Why not just expand the core config to handle colorspace conversions—that way plugins don’t have to duplicate the work? I didn’t take that approach for the same reason there are disagreements on color formats in the spec—there’s not a universal color type that works for all platforms (web and native). For that reason, I believe plugins should convert between colorspaces, and not core.
For example, say you wanted to use the Oklab colorspace in web. No problem—just use the
oklab()
CSS function which is supported by all browsers. Now what if you wanted to use that value in a Swift app… uh-oh. If the Swift plugin got anoklab()
string from core, now the Swift plugin has to do double work to not only parse and understand a CSS string; it still has to do the work of converting it to the P3 space anyway.In other words, since there’s no true universal way to express color in every programming language, then color conversion must be at the plugin (language) level.
But why allow hex normalization in core at all, then?

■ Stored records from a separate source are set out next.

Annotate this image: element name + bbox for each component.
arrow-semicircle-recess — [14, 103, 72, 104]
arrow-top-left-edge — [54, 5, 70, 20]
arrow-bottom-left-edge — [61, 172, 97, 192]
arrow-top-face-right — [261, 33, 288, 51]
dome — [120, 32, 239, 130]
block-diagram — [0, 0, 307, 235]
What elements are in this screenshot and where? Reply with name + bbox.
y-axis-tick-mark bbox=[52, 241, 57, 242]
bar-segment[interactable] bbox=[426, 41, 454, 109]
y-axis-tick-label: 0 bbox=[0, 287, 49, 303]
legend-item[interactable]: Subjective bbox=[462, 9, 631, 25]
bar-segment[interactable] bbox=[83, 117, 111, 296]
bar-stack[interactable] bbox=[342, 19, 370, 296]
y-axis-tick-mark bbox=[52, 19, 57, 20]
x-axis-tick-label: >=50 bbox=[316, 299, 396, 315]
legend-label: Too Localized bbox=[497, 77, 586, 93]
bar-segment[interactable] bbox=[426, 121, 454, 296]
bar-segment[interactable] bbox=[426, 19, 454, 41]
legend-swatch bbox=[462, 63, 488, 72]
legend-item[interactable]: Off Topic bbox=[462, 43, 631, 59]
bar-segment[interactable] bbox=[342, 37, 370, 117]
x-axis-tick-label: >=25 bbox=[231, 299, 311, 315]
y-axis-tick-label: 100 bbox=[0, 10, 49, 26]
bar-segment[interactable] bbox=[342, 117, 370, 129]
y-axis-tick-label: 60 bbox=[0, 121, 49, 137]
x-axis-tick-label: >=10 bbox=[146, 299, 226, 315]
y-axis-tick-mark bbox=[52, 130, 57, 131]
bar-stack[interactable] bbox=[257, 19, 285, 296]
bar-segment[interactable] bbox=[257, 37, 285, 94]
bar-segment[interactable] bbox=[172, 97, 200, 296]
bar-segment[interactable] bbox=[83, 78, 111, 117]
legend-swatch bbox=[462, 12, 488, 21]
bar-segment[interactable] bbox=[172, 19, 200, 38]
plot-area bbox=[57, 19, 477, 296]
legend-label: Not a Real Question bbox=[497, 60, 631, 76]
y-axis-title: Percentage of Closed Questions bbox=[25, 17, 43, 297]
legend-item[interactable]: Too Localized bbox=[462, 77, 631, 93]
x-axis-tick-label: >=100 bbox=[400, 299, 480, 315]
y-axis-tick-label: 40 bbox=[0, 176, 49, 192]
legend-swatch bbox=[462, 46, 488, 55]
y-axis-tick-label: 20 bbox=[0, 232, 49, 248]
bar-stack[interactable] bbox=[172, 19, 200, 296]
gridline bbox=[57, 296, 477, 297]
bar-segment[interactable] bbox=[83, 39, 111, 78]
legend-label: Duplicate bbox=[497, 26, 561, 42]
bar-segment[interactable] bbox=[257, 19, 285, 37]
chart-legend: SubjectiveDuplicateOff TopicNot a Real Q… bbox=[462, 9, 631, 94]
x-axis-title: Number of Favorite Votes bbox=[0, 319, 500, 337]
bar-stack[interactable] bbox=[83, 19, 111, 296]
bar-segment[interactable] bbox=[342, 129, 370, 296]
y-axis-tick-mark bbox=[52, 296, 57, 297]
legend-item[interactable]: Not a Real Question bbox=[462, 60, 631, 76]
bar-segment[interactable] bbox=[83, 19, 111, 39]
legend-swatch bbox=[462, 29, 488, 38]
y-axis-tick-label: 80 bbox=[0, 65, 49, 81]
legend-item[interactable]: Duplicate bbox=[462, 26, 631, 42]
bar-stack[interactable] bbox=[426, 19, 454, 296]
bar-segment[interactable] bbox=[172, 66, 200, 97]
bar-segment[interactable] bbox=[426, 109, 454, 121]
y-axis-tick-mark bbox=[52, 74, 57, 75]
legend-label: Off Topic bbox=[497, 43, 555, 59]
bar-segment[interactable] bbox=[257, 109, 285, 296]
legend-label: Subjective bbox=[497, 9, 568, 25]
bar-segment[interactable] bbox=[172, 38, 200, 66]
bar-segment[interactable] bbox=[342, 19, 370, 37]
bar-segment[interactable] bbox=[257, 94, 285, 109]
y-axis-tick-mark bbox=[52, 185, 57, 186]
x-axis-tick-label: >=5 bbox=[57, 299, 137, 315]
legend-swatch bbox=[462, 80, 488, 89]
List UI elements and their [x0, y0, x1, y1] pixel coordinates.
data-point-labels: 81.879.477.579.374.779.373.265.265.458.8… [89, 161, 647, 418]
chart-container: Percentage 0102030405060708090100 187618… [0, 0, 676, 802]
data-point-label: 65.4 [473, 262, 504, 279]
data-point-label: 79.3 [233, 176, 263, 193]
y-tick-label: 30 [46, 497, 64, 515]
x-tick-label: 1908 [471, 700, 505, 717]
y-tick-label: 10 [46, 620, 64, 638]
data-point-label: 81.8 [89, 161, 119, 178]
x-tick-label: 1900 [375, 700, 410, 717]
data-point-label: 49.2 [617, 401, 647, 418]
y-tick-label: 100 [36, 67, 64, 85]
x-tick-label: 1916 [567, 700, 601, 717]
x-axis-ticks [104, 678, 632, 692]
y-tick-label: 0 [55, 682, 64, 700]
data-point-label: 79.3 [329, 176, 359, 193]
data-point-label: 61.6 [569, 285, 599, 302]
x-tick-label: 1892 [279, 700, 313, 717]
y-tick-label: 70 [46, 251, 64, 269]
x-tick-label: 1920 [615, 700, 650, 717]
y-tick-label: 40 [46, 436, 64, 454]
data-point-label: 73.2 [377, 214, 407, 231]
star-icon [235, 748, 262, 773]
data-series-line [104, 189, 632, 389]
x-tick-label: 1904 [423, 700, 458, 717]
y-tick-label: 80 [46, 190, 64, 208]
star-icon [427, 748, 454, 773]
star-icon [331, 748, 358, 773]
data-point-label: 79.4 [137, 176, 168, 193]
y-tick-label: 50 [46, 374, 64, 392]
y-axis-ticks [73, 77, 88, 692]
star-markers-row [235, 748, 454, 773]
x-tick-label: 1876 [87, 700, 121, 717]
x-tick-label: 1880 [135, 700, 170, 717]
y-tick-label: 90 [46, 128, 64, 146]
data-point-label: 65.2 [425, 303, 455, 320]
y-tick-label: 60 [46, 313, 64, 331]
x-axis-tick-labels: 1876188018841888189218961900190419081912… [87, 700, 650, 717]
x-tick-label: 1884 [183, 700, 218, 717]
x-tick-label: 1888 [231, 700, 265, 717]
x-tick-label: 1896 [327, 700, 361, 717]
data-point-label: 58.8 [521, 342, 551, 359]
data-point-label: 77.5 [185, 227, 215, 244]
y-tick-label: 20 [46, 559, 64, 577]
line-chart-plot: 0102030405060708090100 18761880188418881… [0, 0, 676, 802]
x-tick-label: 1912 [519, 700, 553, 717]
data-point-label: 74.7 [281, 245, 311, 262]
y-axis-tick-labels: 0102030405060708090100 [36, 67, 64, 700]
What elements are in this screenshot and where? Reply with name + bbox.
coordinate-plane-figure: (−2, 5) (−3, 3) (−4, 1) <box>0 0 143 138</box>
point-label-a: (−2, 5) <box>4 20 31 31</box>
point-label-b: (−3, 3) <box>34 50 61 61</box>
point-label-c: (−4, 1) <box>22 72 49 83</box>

Core still normalizes colors to hex for the same reason the W3C Design Token spec enforces hex—it’s the only universal format that exists. It’s not only trivial to convert between hexadecimal and any sRGB-based format in any language; it’s also natively-accepted in many languages as well as-is.
So Hex is a special case, basically, and everything else has to have language-level awareness to manage colors.
Alternative 2: Culori Objects
This library uses Culori to manage color. Why not just allow culori color objects in core?
An object is even less portable than a hex string. Because whereas hex is usable as-is in many languages (i.e. you may not have to do anything), an object is usable in precisely zero languages. It would require every plugin to do the work of converting that into a useable colorspace which… would probably just be hex most of the time.